Turning over dozens of cases to the prosecutor would allow “the threat of a felony to hang over the heads of a lot of people who have done nothing wrong.”

Nonetheless, the two Republicans on the board, Triantafilou and Chip Gerhardt, are likely to come to the board’s May 15 meeting and make a motion to refer all or some of the cases the board has already looked at to the prosecutor’s office. This would probably include many of the mail box voters.
 

Burke and Faux will likely vote against it.

There will be a tie vote; and the issue will go to Ohio Secretary of State Jon Husted, a Republican who will cast the tie-breaking vote.

“Maybe that is where this issue should go,’’ Burke told WVXU. “One way or another, we have to resolve this.
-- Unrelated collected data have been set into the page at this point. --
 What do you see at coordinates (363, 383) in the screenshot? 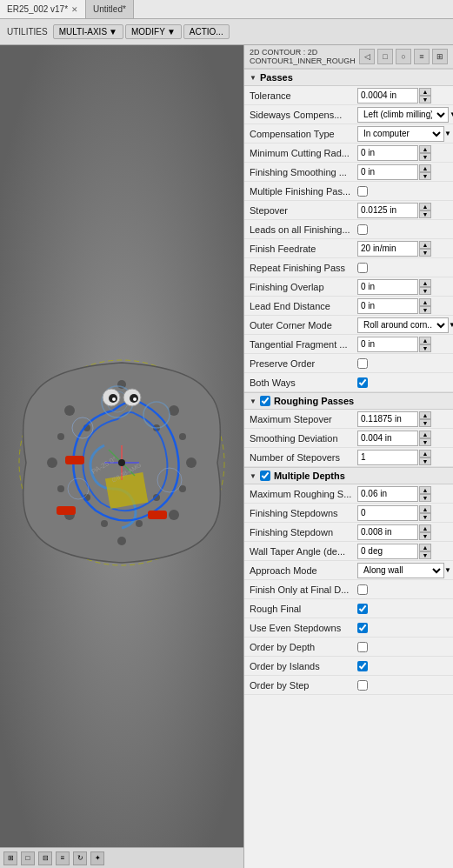
I see `both-ways-checkbox` at bounding box center [363, 383].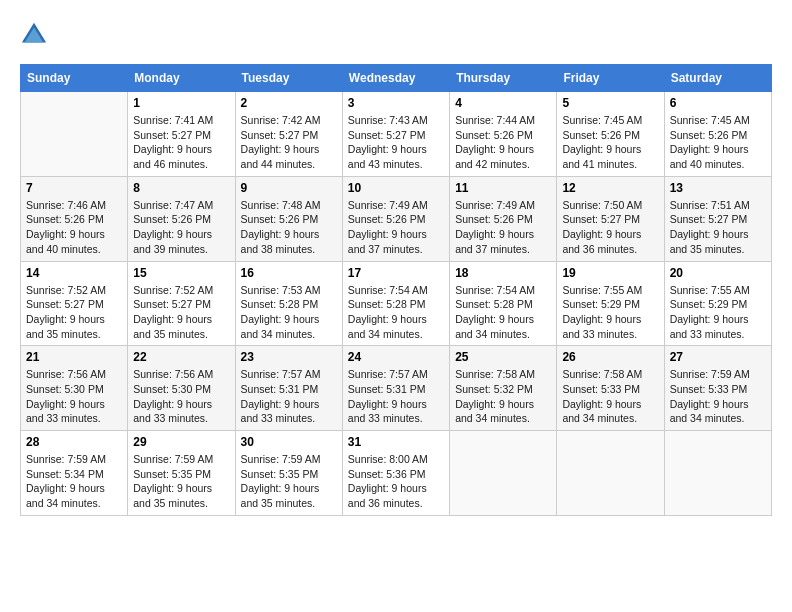 Image resolution: width=792 pixels, height=612 pixels. Describe the element at coordinates (396, 134) in the screenshot. I see `calendar-cell: 3Sunrise: 7:43 AM Sunset: 5:27 PM Daylig…` at that location.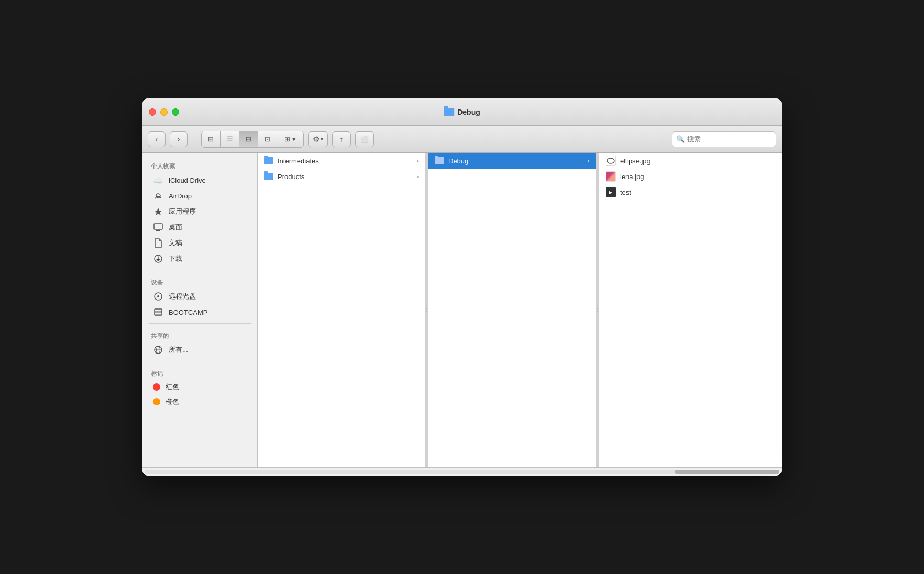 The height and width of the screenshot is (574, 924). Describe the element at coordinates (157, 139) in the screenshot. I see `back-button: ‹` at that location.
But I don’t like the idea of putting people who have done nothing wrong through a criminal investigation.”
 

Triantafilou, in his e-mail statement, said “we hope that the citizens of Hamilton County see their board of elections working in a bipartisan fashion to investigate, eliminate and refer for prosecution this egregious criminal conduct.”

And here you thought the 2012 election was over. Far from it.

 

Howard Wilkinson is in his 50th year of covering politics on the local, state and national levels.